Colin Woodard: Regional cultures distorted by federal government’s treatment

by Ben Rodgers, managing editor

The idea of red states and blue states, or even one singular United States of America is non-existent, Colin Woodard explained at the Iowa History Center lecture at Simpson.

As he laid out in his most recent book, American Nations: A History of Eleven Rival Regional Cultures, there are 11 distinct regions each with differences which help to understand our nations history, national identity and the current political climate, which he claims is ideological as much as it is geographical.

“We all know regionalism is important,” Woodard said. “Even in this Tea Party era a place like Maine or Mississippi might as well be on separate planets in terms of religious values, political priorities, ideas about the role of government, the balance between church and state and even the meaning of important words in the American lexicon as freedom.”

In his lecture Woodard argues that America is just as divided as Europe, saying the cultural regions in the country are more diverse and share fewer values in common than any two countries in the European Union.

Woodard said the issue with the ideas we have of regions come from those set by the federal government such as the Midwest or the Northeast.

“This approach distorts and dilutes the true role of these regional cultures because it misses the true cultural fissures which have been historically based, consistent through the centuries and rarely respect state or international boundaries,” Woodard says.

In his lecture Woodard laid the elven different regions of America as: Yankeedom, New Netherland, The Midland, Tidewater, Greater Appalachia, The Deep South, El Norte, The Left Coast, The Far West, New France and the First Nation.

Woodard points out that the original settlers were all from distinct parts of England as well as other European countries, making each colony different when it comes to their own outlook on religious freedom, politics and societal characteristics.

In the map Woodard used to show the separation of these cultural nations, Iowa lands mostly in the Midlands with the northern most counties falling into Yankeedom.

Woodard said culturally, Yankeedom prides education, intellectual achievement and community over individualism. Varying from Yankeedom, the Midlands prides itself as America’s great swing region who believe in peoples inherent goodness.

Woodard said the effects of these cultural nations on America’s history have been extremely profound playing roles in major historical events such as the Revolutionary War, the Constitutional Convention, the Civil War, the culture and civil rights wars of the 1960s and any hotly contested presidential elections.

“The point is there has never been one America, there have been several of them and today there are eleven,” Woodard said.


Assignment = Reproduce the listing below exactly, except for its pictures.

Dataset extract =
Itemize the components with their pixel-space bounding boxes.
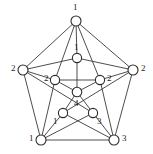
node-label-outer-left: 2 <box>11 64 16 73</box>
node-label-inner-left: 2 <box>44 74 49 83</box>
graph-edge <box>24 75 40 135</box>
node-label-outer-bottom-left: 1 <box>29 134 34 143</box>
graph-node-inner-left <box>50 75 59 84</box>
graph-edge <box>101 84 113 135</box>
graph-node-outer-bottom-right <box>109 135 119 145</box>
graph-node-center <box>72 87 82 97</box>
node-label-center: 4 <box>74 99 79 108</box>
graph-edge <box>28 59 73 69</box>
graph-node-outer-left <box>18 65 28 75</box>
graph-edge <box>57 26 75 76</box>
graph-node-inner-top <box>72 53 81 62</box>
graph-canvas <box>0 0 153 154</box>
graph-node-outer-top <box>71 16 81 26</box>
node-label-outer-bottom-right: 3 <box>122 134 127 143</box>
graph-edge <box>115 75 131 135</box>
graph-node-outer-bottom-left <box>36 135 46 145</box>
node-label-outer-right: 2 <box>141 64 146 73</box>
graph-edge <box>81 82 96 90</box>
graph-edge <box>42 84 54 135</box>
node-label-inner-bottom-right: 3 <box>97 117 102 126</box>
graph-node-inner-bottom-left <box>58 108 67 117</box>
node-layer <box>18 16 138 145</box>
graph-node-outer-right <box>128 65 138 75</box>
graph-figure: 12213122134 <box>0 0 153 154</box>
graph-edge <box>82 59 129 69</box>
graph-edge <box>59 82 73 90</box>
node-label-inner-top: 1 <box>74 43 79 52</box>
node-label-inner-right: 2 <box>107 74 112 83</box>
graph-node-inner-right <box>95 75 104 84</box>
graph-edge <box>78 26 98 76</box>
graph-edge <box>80 96 90 110</box>
node-label-outer-top: 1 <box>73 3 78 12</box>
node-label-inner-bottom-left: 1 <box>53 117 58 126</box>
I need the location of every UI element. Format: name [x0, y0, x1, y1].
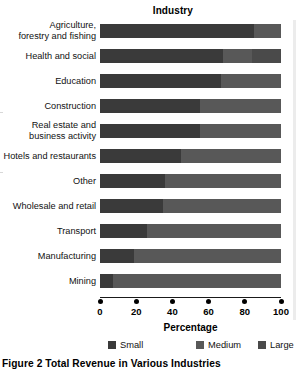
bar-segment-small: [100, 124, 200, 138]
bar-row: [100, 24, 281, 38]
y-axis-label: Construction: [0, 101, 96, 112]
bar-row: [100, 174, 281, 188]
x-axis-title: Percentage: [100, 322, 281, 333]
y-axis-label: Other: [0, 176, 96, 187]
bar-row: [100, 249, 281, 263]
y-axis-label: Real estate andbusiness activity: [0, 120, 96, 141]
y-axis-label-line: Wholesale and retail: [0, 201, 96, 212]
x-tick-marker: [206, 299, 211, 304]
x-tick-marker: [98, 299, 103, 304]
bar-row: [100, 124, 281, 138]
y-axis-tick-labels: Agriculture,forestry and fishingHealth a…: [0, 22, 96, 297]
y-axis-label-line: Mining: [0, 276, 96, 287]
bar-row: [100, 274, 281, 288]
x-tick-marker: [134, 299, 139, 304]
bar-segment-small: [100, 74, 221, 88]
bar-row: [100, 49, 281, 63]
x-tick-label: 0: [97, 306, 102, 317]
y-axis-label-line: Manufacturing: [0, 251, 96, 262]
bar-segment-small: [100, 49, 223, 63]
bar-segment-medium: [254, 24, 281, 38]
bar-segment-medium: [113, 274, 281, 288]
bar-segment-small: [100, 174, 165, 188]
bar-segment-medium: [221, 74, 281, 88]
y-axis-label-line: forestry and fishing: [0, 31, 96, 42]
bar-segment-medium: [147, 224, 281, 238]
x-tick-marker: [170, 299, 175, 304]
legend-item-large[interactable]: Large: [258, 340, 294, 350]
bar-segment-medium: [163, 199, 281, 213]
bar-segment-medium: [200, 99, 281, 113]
bar-segment-medium: [223, 49, 252, 63]
y-axis-label: Hotels and restaurants: [0, 151, 96, 162]
bar-segment-small: [100, 149, 181, 163]
x-tick-marker: [279, 299, 284, 304]
bar-segment-medium: [200, 124, 281, 138]
bar-segment-medium: [181, 149, 281, 163]
y-axis-label: Manufacturing: [0, 251, 96, 262]
y-axis-label-line: Construction: [0, 101, 96, 112]
bar-row: [100, 99, 281, 113]
legend-swatch-icon: [108, 341, 116, 349]
y-axis-label: Wholesale and retail: [0, 201, 96, 212]
x-tick-label: 80: [240, 306, 251, 317]
bar-segment-small: [100, 24, 254, 38]
y-axis-label: Transport: [0, 226, 96, 237]
y-axis-label-line: Agriculture,: [0, 20, 96, 31]
legend-label: Medium: [208, 340, 241, 350]
bar-segment-small: [100, 274, 113, 288]
bar-segment-small: [100, 249, 134, 263]
figure-caption: Figure 2 Total Revenue in Various Indust…: [2, 358, 221, 369]
bar-segment-large: [252, 49, 281, 63]
y-axis-label-line: Education: [0, 76, 96, 87]
bar-row: [100, 224, 281, 238]
y-axis-label-line: business activity: [0, 131, 96, 142]
x-tick-label: 60: [203, 306, 214, 317]
y-axis-title: Industry: [0, 5, 193, 16]
bar-row: [100, 74, 281, 88]
bar-row: [100, 149, 281, 163]
chart-legend: SmallMediumLarge: [98, 340, 288, 354]
scan-artifact-right: [293, 20, 296, 320]
bar-segment-medium: [134, 249, 281, 263]
x-tick-marker: [242, 299, 247, 304]
bar-segment-medium: [165, 174, 281, 188]
x-tick-label: 40: [167, 306, 178, 317]
y-axis-label: Agriculture,forestry and fishing: [0, 20, 96, 41]
x-tick-label: 20: [131, 306, 142, 317]
legend-label: Small: [120, 340, 143, 350]
legend-item-small[interactable]: Small: [108, 340, 143, 350]
y-axis-label-line: Real estate and: [0, 120, 96, 131]
legend-item-medium[interactable]: Medium: [196, 340, 241, 350]
legend-label: Large: [270, 340, 294, 350]
bar-segment-small: [100, 99, 200, 113]
x-tick-label: 100: [273, 306, 289, 317]
figure-container: Industry Agriculture,forestry and fishin…: [0, 0, 296, 372]
y-axis-label-line: Transport: [0, 226, 96, 237]
bar-row: [100, 199, 281, 213]
bar-segment-small: [100, 224, 147, 238]
y-axis-label-line: Hotels and restaurants: [0, 151, 96, 162]
y-axis-label: Mining: [0, 276, 96, 287]
y-axis-label-line: Other: [0, 176, 96, 187]
legend-swatch-icon: [258, 341, 266, 349]
plot-area: [100, 22, 281, 297]
y-axis-label: Education: [0, 76, 96, 87]
y-axis-label-line: Health and social: [0, 51, 96, 62]
legend-swatch-icon: [196, 341, 204, 349]
bar-segment-small: [100, 199, 163, 213]
y-axis-label: Health and social: [0, 51, 96, 62]
x-axis-line: [100, 297, 281, 298]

Your response =
Itemize the components with their pixel-space bounding boxes.
node-label-outer-left: 2 <box>11 64 16 73</box>
node-label-inner-left: 2 <box>44 74 49 83</box>
graph-edge <box>24 75 40 135</box>
node-label-outer-bottom-left: 1 <box>29 134 34 143</box>
graph-node-inner-left <box>50 75 59 84</box>
graph-edge <box>101 84 113 135</box>
graph-node-outer-bottom-right <box>109 135 119 145</box>
graph-node-center <box>72 87 82 97</box>
node-label-center: 4 <box>74 99 79 108</box>
graph-edge <box>28 59 73 69</box>
graph-node-outer-left <box>18 65 28 75</box>
graph-edge <box>57 26 75 76</box>
graph-node-inner-top <box>72 53 81 62</box>
graph-canvas <box>0 0 153 154</box>
graph-node-outer-top <box>71 16 81 26</box>
node-label-outer-bottom-right: 3 <box>122 134 127 143</box>
graph-edge <box>115 75 131 135</box>
graph-node-outer-bottom-left <box>36 135 46 145</box>
node-label-outer-right: 2 <box>141 64 146 73</box>
graph-edge <box>81 82 96 90</box>
graph-edge <box>42 84 54 135</box>
node-label-inner-bottom-right: 3 <box>97 117 102 126</box>
graph-node-inner-bottom-left <box>58 108 67 117</box>
node-layer <box>18 16 138 145</box>
graph-node-outer-right <box>128 65 138 75</box>
graph-figure: 12213122134 <box>0 0 153 154</box>
graph-edge <box>82 59 129 69</box>
graph-edge <box>59 82 73 90</box>
node-label-inner-top: 1 <box>74 43 79 52</box>
node-label-inner-right: 2 <box>107 74 112 83</box>
graph-node-inner-right <box>95 75 104 84</box>
graph-edge <box>78 26 98 76</box>
graph-edge <box>80 96 90 110</box>
node-label-outer-top: 1 <box>73 3 78 12</box>
node-label-inner-bottom-left: 1 <box>53 117 58 126</box>
I need the location of every UI element. Format: name [x0, y0, x1, y1].
bar-segment-small: [100, 124, 200, 138]
bar-row: [100, 24, 281, 38]
y-axis-label: Construction: [0, 101, 96, 112]
bar-row: [100, 174, 281, 188]
x-axis-title: Percentage: [100, 322, 281, 333]
y-axis-label: Other: [0, 176, 96, 187]
bar-row: [100, 249, 281, 263]
y-axis-label: Real estate andbusiness activity: [0, 120, 96, 141]
y-axis-label-line: Wholesale and retail: [0, 201, 96, 212]
x-tick-marker: [206, 299, 211, 304]
x-tick-marker: [98, 299, 103, 304]
bar-row: [100, 124, 281, 138]
y-axis-tick-labels: Agriculture,forestry and fishingHealth a…: [0, 22, 96, 297]
y-axis-label-line: Mining: [0, 276, 96, 287]
bar-row: [100, 274, 281, 288]
x-tick-marker: [134, 299, 139, 304]
bar-segment-small: [100, 74, 221, 88]
bar-row: [100, 49, 281, 63]
x-tick-label: 0: [97, 306, 102, 317]
y-axis-label-line: Manufacturing: [0, 251, 96, 262]
bar-segment-small: [100, 49, 223, 63]
bar-segment-medium: [254, 24, 281, 38]
bar-segment-medium: [113, 274, 281, 288]
bar-segment-small: [100, 174, 165, 188]
bar-segment-medium: [221, 74, 281, 88]
y-axis-label-line: forestry and fishing: [0, 31, 96, 42]
bar-segment-medium: [147, 224, 281, 238]
x-tick-marker: [170, 299, 175, 304]
legend-item-large[interactable]: Large: [258, 340, 294, 350]
bar-segment-medium: [163, 199, 281, 213]
bar-segment-medium: [200, 99, 281, 113]
bar-segment-medium: [223, 49, 252, 63]
y-axis-label: Hotels and restaurants: [0, 151, 96, 162]
bar-segment-small: [100, 149, 181, 163]
x-tick-marker: [279, 299, 284, 304]
bar-segment-medium: [200, 124, 281, 138]
bar-segment-medium: [181, 149, 281, 163]
y-axis-label: Manufacturing: [0, 251, 96, 262]
y-axis-label-line: Construction: [0, 101, 96, 112]
bar-row: [100, 99, 281, 113]
legend-swatch-icon: [108, 341, 116, 349]
y-axis-label: Wholesale and retail: [0, 201, 96, 212]
x-tick-label: 80: [240, 306, 251, 317]
bar-segment-small: [100, 24, 254, 38]
y-axis-label: Transport: [0, 226, 96, 237]
y-axis-label-line: Agriculture,: [0, 20, 96, 31]
legend-label: Medium: [208, 340, 241, 350]
bar-segment-small: [100, 274, 113, 288]
bar-segment-small: [100, 249, 134, 263]
figure-caption: Figure 2 Total Revenue in Various Indust…: [2, 358, 221, 369]
bar-segment-large: [252, 49, 281, 63]
y-axis-label-line: Education: [0, 76, 96, 87]
bar-row: [100, 224, 281, 238]
y-axis-label-line: business activity: [0, 131, 96, 142]
x-tick-label: 60: [203, 306, 214, 317]
y-axis-title: Industry: [0, 5, 193, 16]
bar-row: [100, 74, 281, 88]
bar-row: [100, 149, 281, 163]
chart-legend: SmallMediumLarge: [98, 340, 288, 354]
scan-artifact-right: [293, 20, 296, 320]
bar-segment-medium: [134, 249, 281, 263]
x-tick-marker: [242, 299, 247, 304]
bar-segment-medium: [165, 174, 281, 188]
x-tick-label: 40: [167, 306, 178, 317]
y-axis-label: Agriculture,forestry and fishing: [0, 20, 96, 41]
x-tick-label: 20: [131, 306, 142, 317]
legend-label: Small: [120, 340, 143, 350]
legend-item-small[interactable]: Small: [108, 340, 143, 350]
y-axis-label-line: Real estate and: [0, 120, 96, 131]
legend-item-medium[interactable]: Medium: [196, 340, 241, 350]
legend-label: Large: [270, 340, 294, 350]
bar-segment-small: [100, 99, 200, 113]
x-tick-label: 100: [273, 306, 289, 317]
figure-container: Industry Agriculture,forestry and fishin…: [0, 0, 296, 372]
y-axis-label-line: Transport: [0, 226, 96, 237]
bar-row: [100, 199, 281, 213]
bar-segment-small: [100, 224, 147, 238]
y-axis-label-line: Hotels and restaurants: [0, 151, 96, 162]
y-axis-label: Mining: [0, 276, 96, 287]
y-axis-label-line: Other: [0, 176, 96, 187]
legend-swatch-icon: [258, 341, 266, 349]
plot-area: [100, 22, 281, 297]
y-axis-label: Education: [0, 76, 96, 87]
y-axis-label-line: Health and social: [0, 51, 96, 62]
legend-swatch-icon: [196, 341, 204, 349]
bar-segment-small: [100, 199, 163, 213]
y-axis-label: Health and social: [0, 51, 96, 62]
x-axis-line: [100, 297, 281, 298]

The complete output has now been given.